BEGIN Extracted records

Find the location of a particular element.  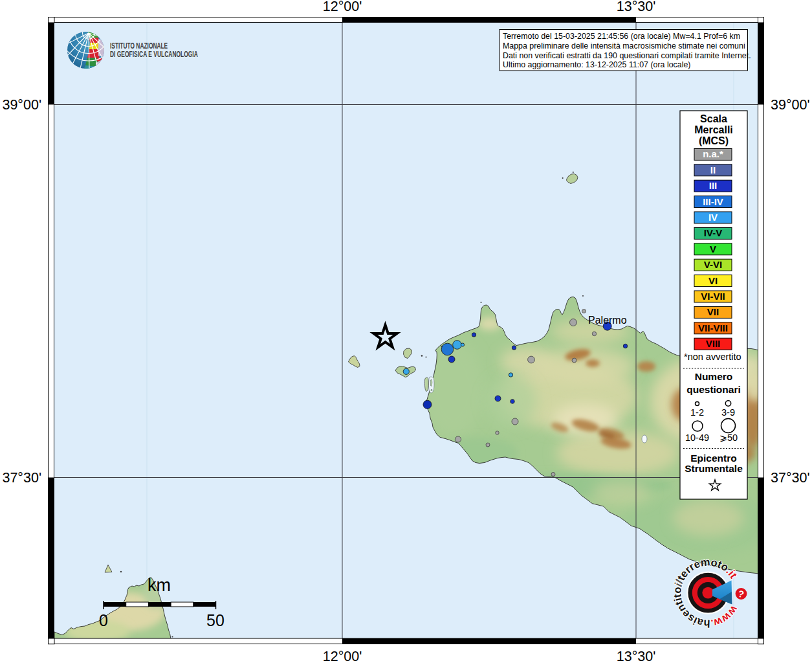

svg-text: VI-VII is located at coordinates (713, 297).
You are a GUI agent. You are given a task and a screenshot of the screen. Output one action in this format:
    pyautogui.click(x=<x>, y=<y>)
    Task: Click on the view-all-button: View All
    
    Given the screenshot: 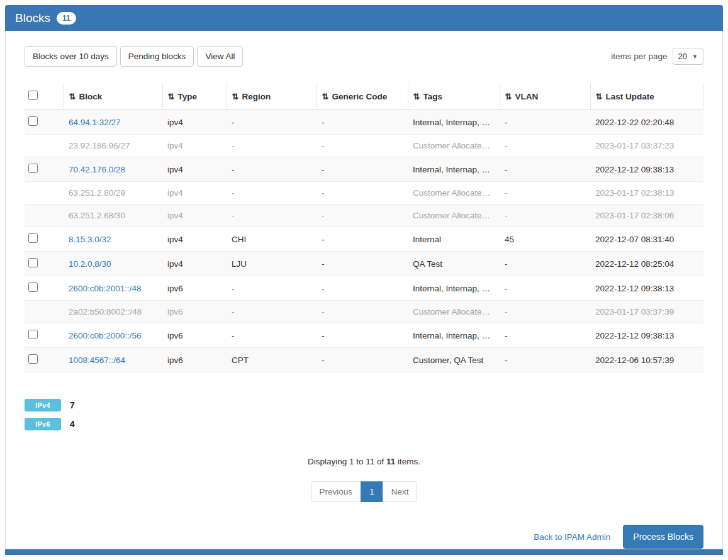 What is the action you would take?
    pyautogui.click(x=220, y=57)
    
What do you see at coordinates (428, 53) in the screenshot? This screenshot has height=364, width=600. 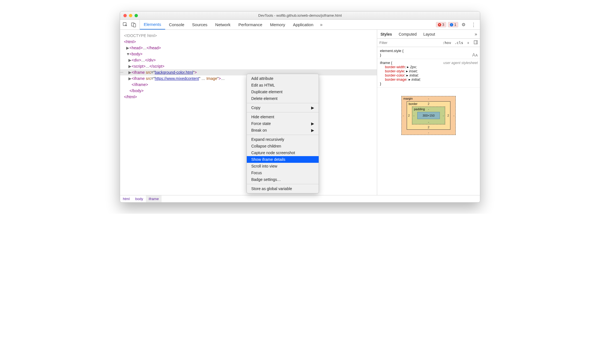 I see `style-rule: element.style {}Aᴀ` at bounding box center [428, 53].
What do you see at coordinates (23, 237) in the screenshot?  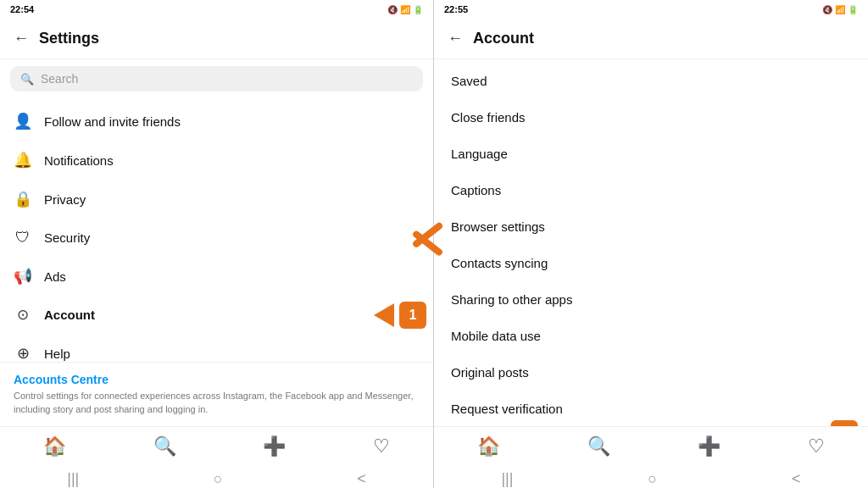 I see `security-icon: 🛡` at bounding box center [23, 237].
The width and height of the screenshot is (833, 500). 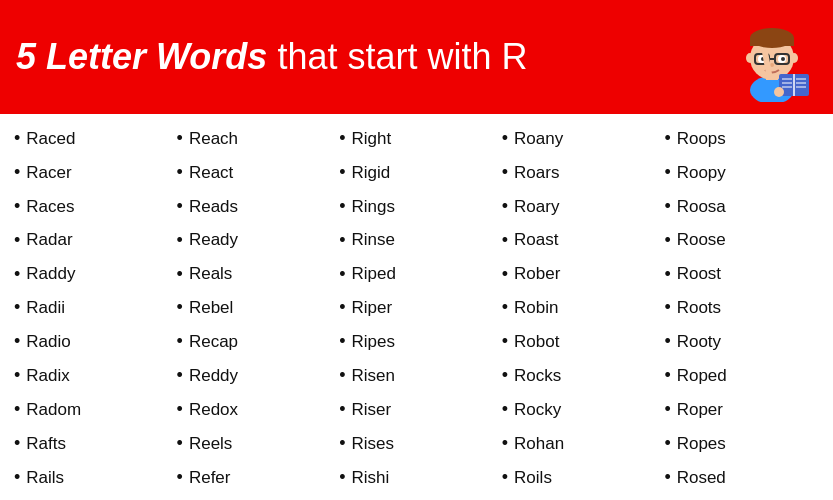 What do you see at coordinates (702, 240) in the screenshot?
I see `word-text: Roose` at bounding box center [702, 240].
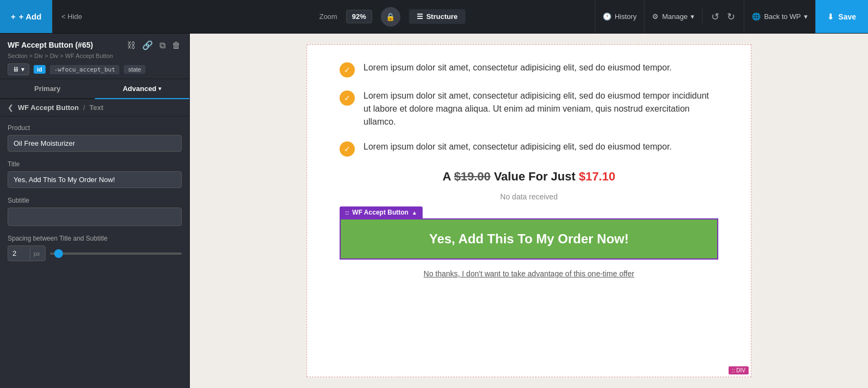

END Extracted records

#### [Problem to solve]
Reproduce exactly the entries from their first line through the line containing "Task: Click on", including both, and omit any pictures.

#### [Solution to this problem]
Find the location of a particular element.  

svg-text: VI-VII is located at coordinates (713, 297).
You are a GUI agent. You are given a task and a screenshot of the screen. Output one action in this format:
    pyautogui.click(x=<x>, y=<y>)
    Task: Click on the view-all-button: View All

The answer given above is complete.